Further complicating things is the "stream" abstraction. To my mind a stream (in the context of Haskell, rather than e.g. the "standard io streams" we were just talking about) is something resembling a list, rather than just another word for queue or channel; there might be an associated thing you can write values to, but you don't write to a stream.
It sounds like at least not using "in" and "out" in the names might help others. On Sep 29, 2015 9:12 PM, "Luke Hoersten" notifications@github.com wrote:
A bit of Googling and I could only find prominent examples of inStream meaning "read-from from my perspective" and outStream meaning "write-to from my perspective":
https://en.wikipedia.org/wiki/Standard_streams (stdin/out)
https://hackage.haskell.org/package/io-streams-1.2.1.1/docs/System-IO-Streams.html
- http://www.cprogramming.com/tutorial/c++-iostreams.html
- http://web.mit.edu/javadev/doc/tutorial/java/io/overview.html
Personally Java would not convince me but it seems to be a convention going back to the 60s that spans OSs, languages and libraries.
Do you have some other basis for your mental model?
— Reply to this email directly or view it on GitHub https://github.com/jberryman/unagi-chan/issues/14#issuecomment-144240895 .
How about Read
and Write
?
You read from the read and write to the write? Sounds good to me.
On Fri, Oct 2, 2015 at 4:48 PM Reid Draper notifications@github.com wrote:
How about Read and Write?
— Reply to this email directly or view it on GitHub https://github.com/jberryman/unagi-chan/issues/14#issuecomment-145162636 .

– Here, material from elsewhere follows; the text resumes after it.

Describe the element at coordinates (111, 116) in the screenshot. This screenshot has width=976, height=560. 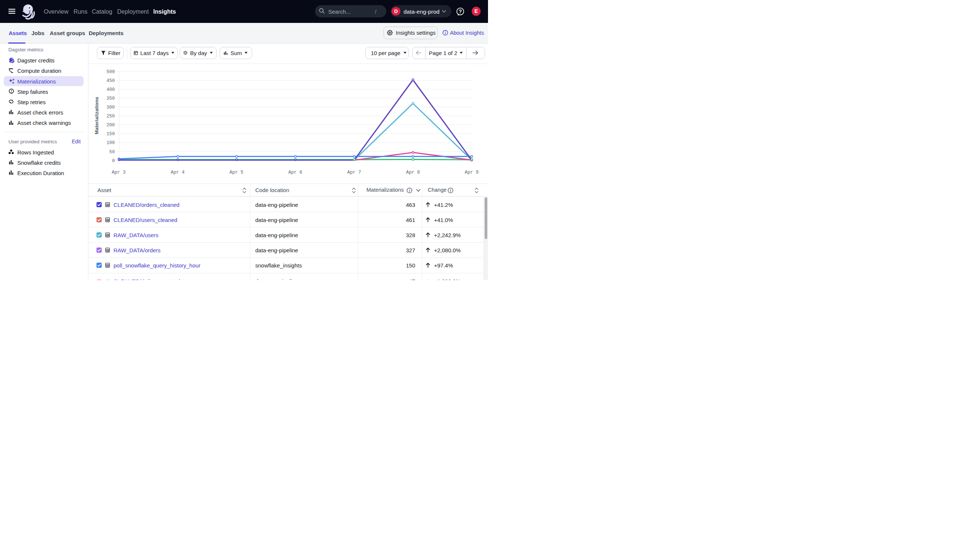
I see `svg-text: 250` at that location.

Closing this as I don't have any other names I'm enthusiastic about, and it's late in the game to change. I think it's for the next queue implementer to learn from this thread and try to come up with a better name.
We read from
stdin
and write tostdout
. Similarly,io-streams
allows you to read fromInputStreams
and write toOutputStreams
. Unagi chans are the reverse of this. Was there a motivation to name unagi chan in and out differently? If not, would you consider flipping it?